What Is An EPR?
EPR is a reactor revolutionary with pressurized water system. It combines advanced safety features with enhanced efficiency and power output.
The EPR was developed as a joint project by several European companies, including Areva (now Framatome) and Siemens.
It is designed to meet stringent safety standards and provide reliable electricity generation.
The EPR has been deployed in several countries, including France, Finland, UK, and China, with varying degrees of success and construction challenges. It represents an advancement in nuclear reactor technology, incorporating improved safety features, higher power output, and enhanced efficiency compared to earlier generations of reactors.
So, the EPR reactor takes existing technology a step further into the future. It incorporates all recent advances in the areas of nuclear safety, environmental protection, technical performance and economic efficiency, delivering safe and competitive power without emitting greenhouse gases.

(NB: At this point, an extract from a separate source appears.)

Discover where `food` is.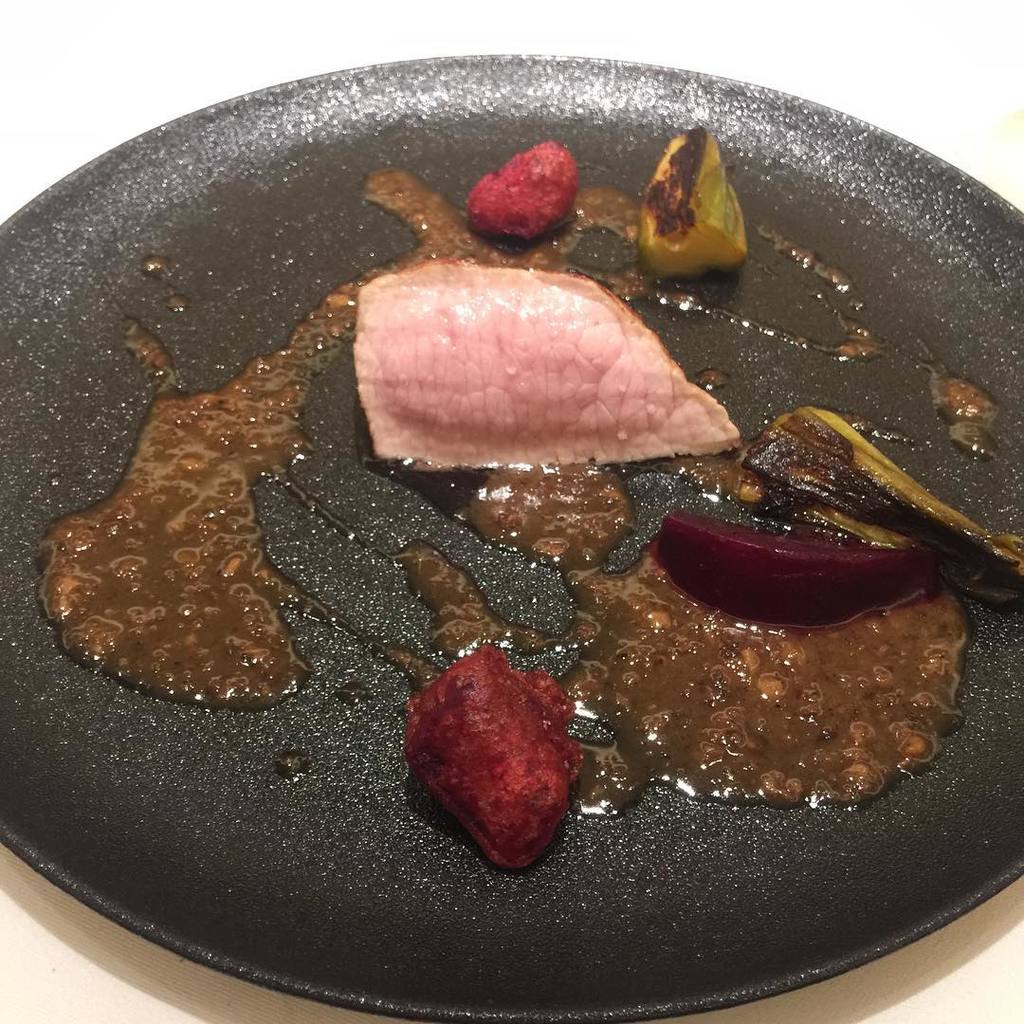
Discovered at 634 126 753 269.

The EPR design incorporates extremely reliable safety features. More specifically, its safeguard systems comprise four redundant trains, each of which is able to totally fulfill one of the two essential safety functions (stopping the nuclear reaction and cooling the reactor), required to protect man and the environment in any situation.

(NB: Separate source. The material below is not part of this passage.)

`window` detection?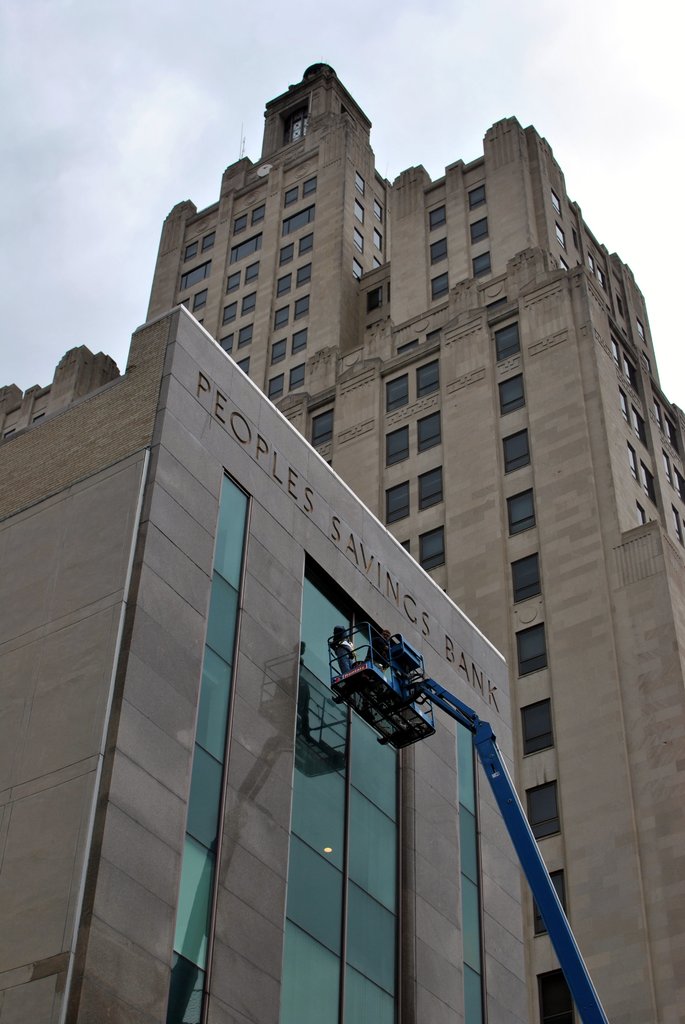
<region>349, 256, 363, 282</region>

Rotary Lobe Blower Application in EPR
For a liquid to be concentrated it first must be heated in an evaporator, creating steam that is then sucked in by a booster to compress it, thereby also increasing its temperature.
This superheated vapor is distributed to a heat exchanger to be condensed, using the extracted heat to increase the temperature of the liquid being concentrated and then reinjecting that into evaporator. This process loop allows the production of a new quantity of steam. Using MSC, a concentrate (to be landfilled or incinerated) and a distillate (or condensate) are recovered for reuse. This results in a notable reduction in the volume of liquid effluents and the consumption of cooling water to even zero discharge in some cases.
HIBON is well known for its expertise in MSC especially with their rotary lobe steam blowers that achieve increased thermodynamic potential of steam (increased degree of superheating) in a less expensive method than producing directly superheated steam.
Hibon Positive displacement blowers are also used for typical treatment processes involved in nuclear fuel cycle operations and particularly in radioactive waste removal processes.
It's important to note that the treatment processes involved in the nuclear fuel cycle are highly regulated and subject to strict safety and environmental standards.